Alternative number bases (pi, e, i, etc.)

For the math nerds, here’s a fun article about various oddball number bases. Is there any use for things like base pi, base e, base i etc.?
https://dwheeler.com/essays/bases.html

Base pi is useful if you’re looking at something rotational. Although, arguably, base tau (2pi) is more useful, since 10 would be a full rotation instead of (in base pi) 20 being a full rotation.

Base e is useful for calculating continuous growth and decay (exponential). It’s the natural base. If you want to know how biological systems that continuously grow or decay exponentially (bacterial population, radioactive isotopes, some financial things, etc.) then e is the base you work in.

Revolutions (per min or second) are typically used, and, of course, radians. “Base pi” sounds like you naturally consider powers of pi for some purpose.

Can’t say people don’t consider half-lives, doubling time, bits.

They do, but the beauty of e is that many equations naturally hang on ratios in nepers (powers of e). For example, an object’s heat capacity divided by its area and the heat transfer coefficient gives you the time for a temperature disturbance to dissipate by one neper, and not by a factor of two. That’s why they’re called “natural logs”.

Don’t ask me why I’m so fond of nepers. I just… am.

That’s what the article is talking about and that’s how i took it, but my degree is in compsci where the concept of number bases in that sense is central. Does “base” have other meanings in other fields?

It strikes me that irrational bases are mathematical novelties that would make everything more difficult. In base pi any decimal whole number over 3 becomes irrational (I think…), but it’s possible that there are specialized uses.

Base i seems almost incomprehensible. The thirc position becomes i squared which is -1 and it just gets worse from there.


- HOW TO COMPLETE THIS TASK -
A faithful, complete copy of the entries below is required, with images removed.

- INPUT DATA -
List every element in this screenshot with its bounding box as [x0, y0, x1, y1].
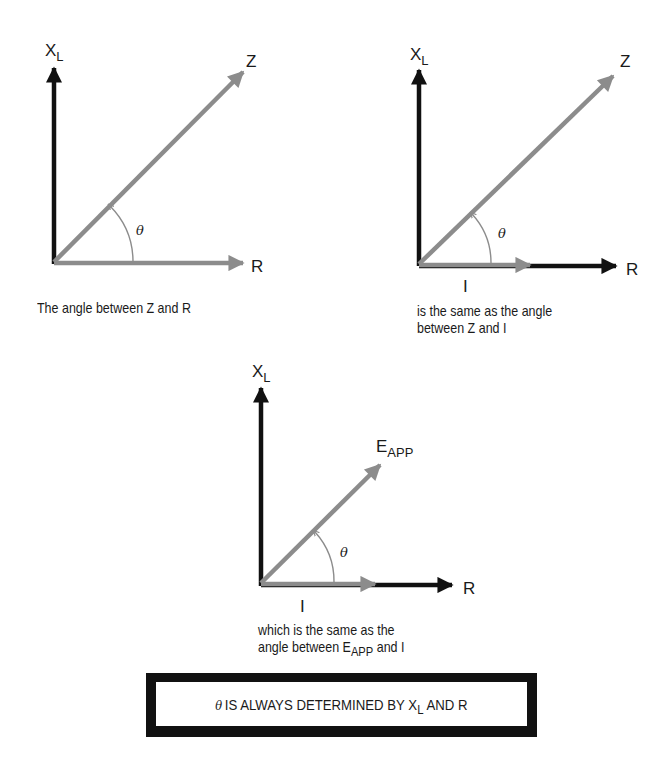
- z-label: Z: [620, 52, 630, 71]
- key-note-text: θIS ALWAYS DETERMINED BY XL AND R: [215, 696, 467, 713]
- xl-label: XL: [252, 362, 271, 385]
- theta-arc: [110, 206, 133, 261]
- xl-label: XL: [45, 41, 64, 64]
- i-label: I: [463, 277, 468, 296]
- panel-2-caption: is the same as the angle between Z and I: [417, 303, 552, 337]
- panel-3-diagram: θ XL EAPP R I: [252, 362, 475, 616]
- panel-2-diagram: θ XL Z R I: [410, 45, 638, 296]
- panel-3-caption-line-2: angle between EAPP and I: [258, 639, 404, 656]
- r-label: R: [626, 260, 638, 279]
- theta-symbol: θ: [215, 698, 222, 713]
- key-note-box: θIS ALWAYS DETERMINED BY XL AND R: [146, 673, 537, 737]
- e-app-vector: [261, 465, 380, 583]
- i-label: I: [300, 597, 305, 616]
- r-label: R: [463, 579, 475, 598]
- theta-label: θ: [498, 226, 506, 241]
- theta-label: θ: [340, 545, 348, 560]
- panel-3-caption-line-1: which is the same as the: [258, 622, 404, 639]
- z-vector: [419, 76, 613, 264]
- panel-1-diagram: θ XL Z R: [45, 41, 263, 276]
- theta-label: θ: [136, 223, 144, 238]
- r-label: R: [251, 257, 263, 276]
- panel-2-caption-line-2: between Z and I: [417, 320, 552, 337]
- e-app-label: EAPP: [376, 437, 413, 460]
- xl-label: XL: [410, 45, 429, 68]
- panel-1-caption: The angle between Z and R: [37, 300, 191, 317]
- theta-arc: [472, 214, 491, 263]
- theta-arc: [315, 532, 334, 582]
- z-label: Z: [246, 52, 256, 71]
- phasor-diagrams: θ XL Z R θ XL Z R I θ XL EAPP R I: [0, 0, 672, 775]
- z-vector: [54, 72, 243, 262]
- panel-3-caption: which is the same as the angle between E…: [258, 622, 404, 656]
- panel-2-caption-line-1: is the same as the angle: [417, 303, 552, 320]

- RESPONSE BOX -
List every element in this screenshot with its bounding box as [x0, y0, x1, y1].
- z-label: Z: [620, 52, 630, 71]
- key-note-text: θIS ALWAYS DETERMINED BY XL AND R: [215, 696, 467, 713]
- xl-label: XL: [252, 362, 271, 385]
- theta-arc: [110, 206, 133, 261]
- xl-label: XL: [45, 41, 64, 64]
- i-label: I: [463, 277, 468, 296]
- panel-2-caption: is the same as the angle between Z and I: [417, 303, 552, 337]
- panel-3-diagram: θ XL EAPP R I: [252, 362, 475, 616]
- panel-2-diagram: θ XL Z R I: [410, 45, 638, 296]
- panel-3-caption-line-2: angle between EAPP and I: [258, 639, 404, 656]
- r-label: R: [626, 260, 638, 279]
- theta-symbol: θ: [215, 698, 222, 713]
- key-note-box: θIS ALWAYS DETERMINED BY XL AND R: [146, 673, 537, 737]
- e-app-vector: [261, 465, 380, 583]
- i-label: I: [300, 597, 305, 616]
- r-label: R: [463, 579, 475, 598]
- theta-label: θ: [498, 226, 506, 241]
- theta-label: θ: [340, 545, 348, 560]
- panel-3-caption-line-1: which is the same as the: [258, 622, 404, 639]
- z-vector: [419, 76, 613, 264]
- panel-1-diagram: θ XL Z R: [45, 41, 263, 276]
- theta-label: θ: [136, 223, 144, 238]
- r-label: R: [251, 257, 263, 276]
- panel-2-caption-line-2: between Z and I: [417, 320, 552, 337]
- e-app-label: EAPP: [376, 437, 413, 460]
- xl-label: XL: [410, 45, 429, 68]
- panel-1-caption: The angle between Z and R: [37, 300, 191, 317]
- theta-arc: [472, 214, 491, 263]
- theta-arc: [315, 532, 334, 582]
- z-label: Z: [246, 52, 256, 71]
- phasor-diagrams: θ XL Z R θ XL Z R I θ XL EAPP R I: [0, 0, 672, 775]
- z-vector: [54, 72, 243, 262]
- panel-3-caption: which is the same as the angle between E…: [258, 622, 404, 656]
- panel-2-caption-line-1: is the same as the angle: [417, 303, 552, 320]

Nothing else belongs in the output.